We interpret our parameters in a Bayesian framework exactly like we would as a frequentist:
\(\alpha\): what is the expected outcome when \(x_{i}\) = \(\bar{x}\)? Or \(\beta\) = 0?
\(\beta\): What is the change in the expected outcome when \(x_{i}\) changes by 1 unit; it’s the rate of change in expectation.
To do work in the posterior, we first generate a few objections as convenience:
# grab the posterior results
post = lm_idata.posterior
# extract the data used to build the model
const = lm_idata.constant_data
post
contains our sampled parameters across four Markov chains with 1000 samples each. Within this object we have parameters for alpha
, three beta
parameters, sigma
and mu
.
const
contains our observed X data.
To get \(\hat{y}\), we can extract it like so because we set as pm.Deterministic
variable. This is convenient in the event we are aiming to do applied prediction and we want to compare our predicted values to the true values.

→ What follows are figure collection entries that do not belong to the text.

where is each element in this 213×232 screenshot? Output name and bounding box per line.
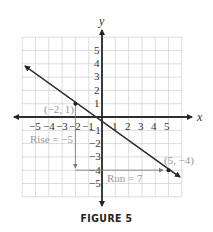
svg-text:−5: −5 [29,120,41,132]
svg-text:4: 4 [151,120,157,132]
svg-text:2: 2 [125,120,131,132]
svg-text:3: 3 [94,70,100,82]
point-a-label: (−2, 1) [44,103,74,116]
svg-text:3: 3 [138,120,144,132]
svg-text:5: 5 [94,44,100,56]
svg-text:−3: −3 [89,150,101,162]
svg-text:−1: −1 [89,124,101,136]
svg-text:1: 1 [94,97,100,109]
svg-text:−2: −2 [89,137,101,149]
svg-text:2: 2 [94,84,100,96]
run-label: Run = 7 [107,172,143,184]
rise-label: Rise = −5 [30,133,73,145]
svg-text:−3: −3 [56,120,68,132]
point-b-label: (5, −4) [164,154,194,167]
x-axis-label: x [196,110,203,124]
coordinate-plane: x y −5 −4 −3 −2 −1 1 2 3 4 5 5 4 3 2 1 −… [0,0,213,232]
figure: x y −5 −4 −3 −2 −1 1 2 3 4 5 5 4 3 2 1 −… [0,0,213,232]
svg-text:5: 5 [164,120,170,132]
figure-caption: FIGURE 5 [16,212,197,225]
svg-text:−2: −2 [69,120,81,132]
svg-text:−4: −4 [43,120,55,132]
svg-text:4: 4 [94,57,100,69]
point-b [167,168,171,172]
y-axis-label: y [98,14,105,28]
svg-text:−5: −5 [89,177,101,189]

The most common quantity of interest that we are interested in generating from our posterior is a counterfactual: the change in \(y\) for a one-unit change in \(x\) while holding all other variables constant. To do so, we need to generate a new array with the sequence of values we are interested in estimating while also incorporating the mean of the covariates. The below code does this for us:
# Counterfactual Plot: Hold Covariates Constant:
# treatment variable column
idx_pred = 0
# indices for the covariates
idx_covs = [1, 2]
# generate low and high values to vary
low, high = np.zeros(features.shape[1]), np.zeros(features.shape[1])
# vary X1 from 1 to 3
low[idx_pred], high[idx_pred] = 1, 3
# generate 25 evenly spaced observations
treatment_seq = np.linspace(start=low, stop=high, num=25)
# hold other vars at their mean; find mean
cov1_mu, cov2_mu = np.mean(features[:, 1]), np.mean(features[:, 2])
# add in the mu
treatment_seq[:, idx_covs] = cov1_mu, cov2_mu
# compute counterfactual probabilities:
with sk_lm:
# set the new data
pm.set_data({"feature_data": treatment_seq})
# run posterior predictive sampling
post_checks = pm.fast_sample_posterior_predictive(
lm_trace)
# get y-hat
estimated_mu = post_checks['y'].mean(axis=0)
# plot
fig, ax = plt.subplots(figsize=(12,8))
ax.plot(treatment_seq[:, idx_pred], estimated_mu[:, ])
az.plot_hpd(treatment_seq[:, idx_pred], post_checks['y'][:, :], ax=ax)
ax.set_xlabel(f"Treatment")
ax.set_ylabel(f"Expected value of Y")
ax.set_title("Other predictors held at mean")
Lastly, another common method we are interested in exploring is generating out-of-sample predictions based on new data. We conduct that analysis as follows:
# Predictions
# generate new data
new_data = np.random.randn(3, 3)
with sk_lm:
# set it over the feature data
pm.set_data({ "feature_data": new_data})
# generate preds
predictions = pm.fast_sample_posterior_predictive(lm_idata)
preds = az.from_pymc3_predictions(predictions,
coords={ 'obs_id': [0, 1, 2] },
idata_orig=lm_idata,
inplace=False)
# get y-hat for new X data
preds.predictions['y'].median(dim=('chain', 'draw')).values
# view y-hat as 94% HDI
az.plot_posterior(preds, group="predictions");
McElreath, Richard. Statistical rethinking: A Bayesian course with examples in R and Stan. CRC press, 2020.